Some five years ago, my local chapter of the Jane Austen Society of North America sponsored a discussion of Jane Austen at Home, the 2017 biography by Lucy Worsley.
Worsley is a legit historian—holder of a UK doctorate, presenter of BBC history programs, author of multiple books, and chief curator of the charity that looks after six of Britain’s most famous royal palaces. So amid her discussion of Austen’s decision to refuse Harris Bigg-Withers’ 1802 marriage proposal, I was startled to find this passage:
“As Jane herself put it, ‘there are as many forms of love as there are moments in time,’ ” Worsley wrote. “Why place married love so far above the rest?” (p. 176)
As blog readers will recall, just a year earlier I had selected this very “moments in time” line as #3 on my list of “The Top Five (Or, Actually, Six) Faux Jane Austen Quotes.” As I noted at the time, that line, though sometimes attributed to either Austen's Mansfield Park or “personal correspondence,” in fact comes from Patricia Rozema’s 1999 film adaptation of Mansfield Park.
But here was Lucy Worsley, legit historian, citing it! I was shaken. Had I overlooked a genuine Austen reference? I checked Worsley’s footnotes for chapter 18, but this line didn’t merit a citation. Hmm. Suspicious.
But no! At the back of the book, in a note on her sourcing, Worsley wrote, “All unreferenced quotations in the text come from Deirdre Le Faye’s edition of Jane Austen’s Letters (1995), retaining Jane’s own spelling. I have not cluttered the text with date references to the letters as it is such a simple matter to find them.”
Pace Worsley, however, it is actually not a simple matter to track down a random line nestled somewhere in Jane Austen’s letters—or to check whether a random line does, in fact, come from Austen’s correspondence.
Neither Le Faye’s 1995 edition of the Letters—348 pages of Austen’s correspondence, plus another 295 pages devoted to notes and indexes--nor the updated 2014 edition is available to the general reading public as a searchable ebook. (Students and academics with access to a university research library or an unusually wealthy public library may be able to access the letters via Oxford Scholarly Editions Online, but it appears that individuals living in North or South American cannot buy personal subscriptions.) Meanwhile, Lord Brabourne’s 1884 collection of Austen’s letters, which can be found online, is known to be incomplete and bowdlerized.

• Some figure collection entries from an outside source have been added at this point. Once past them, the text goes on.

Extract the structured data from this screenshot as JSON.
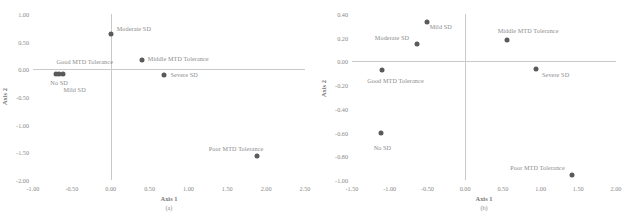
{
  "figure": {
    "background": "#ffffff",
    "point_color": "#5a5a5a",
    "text_color": "#8a8a8a",
    "axis_color": "#c9c9c9"
  },
  "chart_data": [
    {
      "type": "scatter",
      "panel": "a",
      "caption": "(a)",
      "title": "",
      "xlabel": "Axis 1",
      "ylabel": "Axis 2",
      "xlim": [
        -1.0,
        2.5
      ],
      "ylim": [
        -2.0,
        1.0
      ],
      "xticks": [
        "-1.00",
        "-0.50",
        "0.00",
        "0.50",
        "1.00",
        "1.50",
        "2.00",
        "2.50"
      ],
      "xtick_values": [
        -1.0,
        -0.5,
        0.0,
        0.5,
        1.0,
        1.5,
        2.0,
        2.5
      ],
      "yticks": [
        "1.00",
        "0.50",
        "0.00",
        "-0.50",
        "-1.00",
        "-1.50",
        "-2.00"
      ],
      "ytick_values": [
        1.0,
        0.5,
        0.0,
        -0.5,
        -1.0,
        -1.5,
        -2.0
      ],
      "grid": false,
      "legend": "none",
      "points": [
        {
          "label": "Moderate SD",
          "x": 0.0,
          "y": 0.64,
          "label_dx": 6,
          "label_dy": -5
        },
        {
          "label": "Middle MTD Tolerance",
          "x": 0.4,
          "y": 0.17,
          "label_dx": 6,
          "label_dy": -1
        },
        {
          "label": "Good MTD Tolerance",
          "x": -0.66,
          "y": -0.08,
          "label_dx": -3,
          "label_dy": -12
        },
        {
          "label": "No SD",
          "x": -0.7,
          "y": -0.09,
          "label_dx": -6,
          "label_dy": 9
        },
        {
          "label": "Mild SD",
          "x": -0.62,
          "y": -0.08,
          "label_dx": 1,
          "label_dy": 16
        },
        {
          "label": "Severe SD",
          "x": 0.68,
          "y": -0.11,
          "label_dx": 7,
          "label_dy": 0
        },
        {
          "label": "Poor MTD Tolerance",
          "x": 1.88,
          "y": -1.56,
          "label_dx": -48,
          "label_dy": -7
        }
      ]
    },
    {
      "type": "scatter",
      "panel": "b",
      "caption": "(b)",
      "title": "",
      "xlabel": "Axis 1",
      "ylabel": "Axis 2",
      "xlim": [
        -1.5,
        2.0
      ],
      "ylim": [
        -1.0,
        0.4
      ],
      "xticks": [
        "-1.50",
        "-1.00",
        "-0.50",
        "0.00",
        "0.50",
        "1.00",
        "1.50",
        "2.00"
      ],
      "xtick_values": [
        -1.5,
        -1.0,
        -0.5,
        0.0,
        0.5,
        1.0,
        1.5,
        2.0
      ],
      "yticks": [
        "0.40",
        "0.20",
        "0.00",
        "-0.20",
        "-0.40",
        "-0.60",
        "-0.80",
        "-1.00"
      ],
      "ytick_values": [
        0.4,
        0.2,
        0.0,
        -0.2,
        -0.4,
        -0.6,
        -0.8,
        -1.0
      ],
      "grid": false,
      "legend": "none",
      "points": [
        {
          "label": "Mild SD",
          "x": -0.51,
          "y": 0.33,
          "label_dx": 3,
          "label_dy": 5
        },
        {
          "label": "Moderate SD",
          "x": -0.64,
          "y": 0.15,
          "label_dx": -42,
          "label_dy": -6
        },
        {
          "label": "Middle MTD Tolerance",
          "x": 0.55,
          "y": 0.18,
          "label_dx": -9,
          "label_dy": -9
        },
        {
          "label": "Good MTD Tolerance",
          "x": -1.1,
          "y": -0.07,
          "label_dx": -15,
          "label_dy": 11
        },
        {
          "label": "Severe SD",
          "x": 0.94,
          "y": -0.06,
          "label_dx": 6,
          "label_dy": 6
        },
        {
          "label": "No SD",
          "x": -1.12,
          "y": -0.6,
          "label_dx": -7,
          "label_dy": 15
        },
        {
          "label": "Poor MTD Tolerance",
          "x": 1.42,
          "y": -0.96,
          "label_dx": -62,
          "label_dy": -7
        }
      ]
    }
  ]
}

I suspected that lazy Googling had dumped Worsley—or, more likely, her research assistant—into the internet’s Faux Austen Quote morass. But unless I reread Austen’s letters with an eye for the “moments in time” line, I couldn’t prove it, and I didn’t have time for the reread. So I left Worsley unsnarked. It hurt to do it, but hey: a legit historian gets the benefit of the doubt.
But last month, my local chapter of the Jane Austen Society of North America sponsored a discussion of Jane Austen’s letters. I was facilitating that discussion, so I read the letters from beginning to end, with care. And guess what? “Jane herself” did not write “there are as many forms of love as there are moments in time.”
Legit historian or not, Lucy Worsley mistook an Austen movie quote for the genuine article. Consider her officially snarked.
A comment from Marie Sprayberry, who's having trouble with the tech and sent me her reaction via email: I don't care for her anyway. In the two shows of hers I've seen, she spends way too much time striding purposefully across assorted cobbled courtyards in her nifty trench coat, and not nearly enough letting the guest experts have their say. (This is my objection to most podcasts, too, minus the trench coat.) So I'm glad you busted her on the Rozema film quote. 😜
blaming the research assistant is a good start, but if ms worsley has her name on a book, she's held responsible for its contents. not too unrelated, in martha stewart's 2018 edition of "pride and prejudice" ("the classic novel with recipes for modern teatime treats"), she has a recipe for "french almond macaroons" (p. 182). except that it's a recipe for macarons, a completely different kind of cookie. a research assistant may have assembled the recipes, but i would expect martha stewart, a baker/chef whose bread & butter is knowing the differences between cookies, should have not allowed this to get printed. same principle applies here.